After he hung up a moment later, he announced, “That’s the babysitter on the way up.” He nodded at Dan. “We’d better go and see how your mother is doing.”

Dan sprang up eagerly and ran to the communicating door, not bothering with a knock, but opening it and running through.

Xander followed more slowly.

His son’s innocently spoken words rang in his head.

Are you going to be Mum’s boyfriend again?

He’d given the only possible answer.

But as he stepped through the doorway in Laurel’s bedroom, and his eyes went to her, he knew, with a searing through his body like a hot brand, that tonight was going to be exactly what he wanted.

Starting right now.

Laurel jerked around at the sound of the communicating door opening. She was standing in front of the full-length mirror inset into the door of the mahogany wardrobe on which the silk vermilion evening gown had been hanging. Which she was now wearing.

Dan was running into the room, then he stopped dead. A gasp broke from him. His face alight. “You’re a princess!” he exclaim rapturously. He turned his head back, calling out. “Dad, Dad! Come and see! It worked! Mum’s a princess!”

Laurel’s eyes went past Dan to the tall figure walking slowly into the room. She felt her breath catch. Memory burned instantly. Overpoweringly.

It had been seven years since she’d seen Xander in a tuxedo. She remembered it vividly. It had been that awkward, difficult dinner on board his yacht with Olympia playing gooseberry, but doing her damnedest to make Laurel feel she was the gooseberry.

Overstaying my time—the final-fling floozy who should clear off now.
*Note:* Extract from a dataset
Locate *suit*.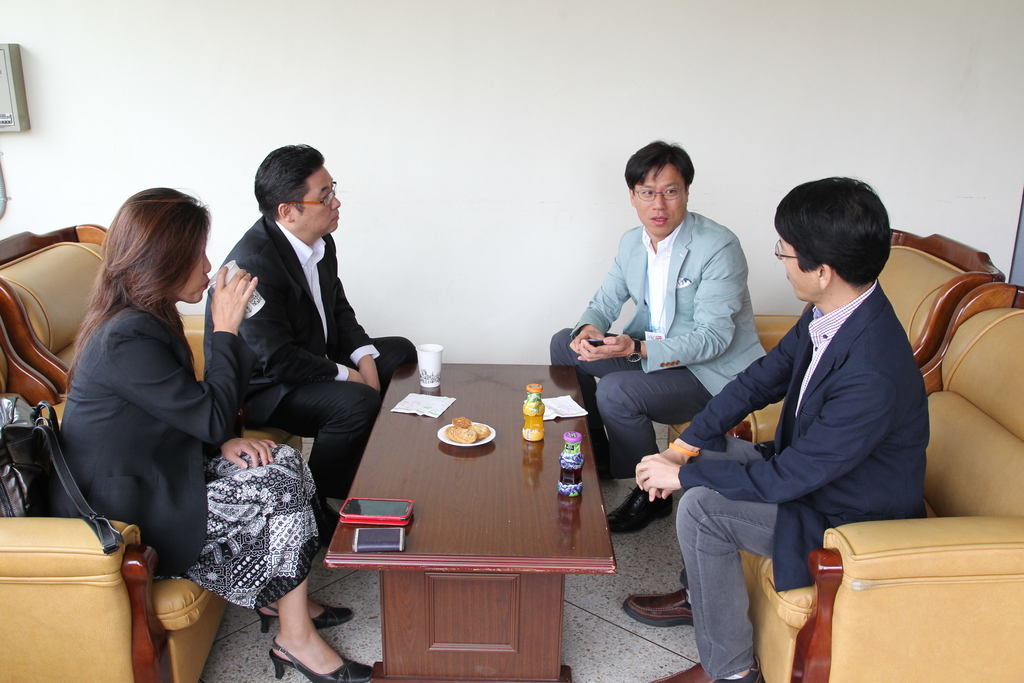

Conversation had been stilted, and Laurel had known that she was trying too hard, emphasising her newly acquired history degree, deliberately asking erudite questions about Greek history to show she wasn’t the bimbo Olympia clearly wanted to think her.

Xander, it had been obvious, was in a bad mood, and had been since Olympia had been dumped on them, but his moodiness had only, Laurel vividly recalled, made him even more darkly attractive.

He always looked a knock-out whatever he was wearing—or not wearing, because stripped down he was breath-stopping—but in his tux he was at peak Xander.

She blinked now. That Xander was right here, again, in front of her.

Whatever it was about a tuxedo, from the superb tailoring to the set of the sable shoulders to the old-world pizazz of the wing collar to the perfection of the bow-tie and the discrete but oh-so-classy gold studs at his cuffs and on his shirt front, whatever it was, whatever it did, took her breath away.

Dan had stopped gawping at her open-mouthed and thrilled, and had run up to her. “Oh, Mum, you look beautiful,” he said, his little face upturned to her with open delight and wonder.

Her heart melted. Oh, she’d been royally stitched up, and Xander had used Dan shamelessly to achieve his ends, but in the instant of hearing Dan say what he had all her spleen vanished.

She had nursed it all the way through the lengthy process of showering, washing her hair, then glamming herself up as Dan so gleefully wanted her to do, to style her hair and adorn her face with the conveniently provided make-up, to slip that fabulous silk vermilion evening gown over her head and feel it slither over the wispy bra and panties that had been discreetly included in a separate up-market carrier bag, and then ease her feet into the elegant satin shoes.

Nursed it with a set expression on her face as she’d gazed at her own finished reflection, bearing undeniable witness to what Dan had just said.

But I’ve done it for Dan, for my adored son! So I wouldn’t disappoint him.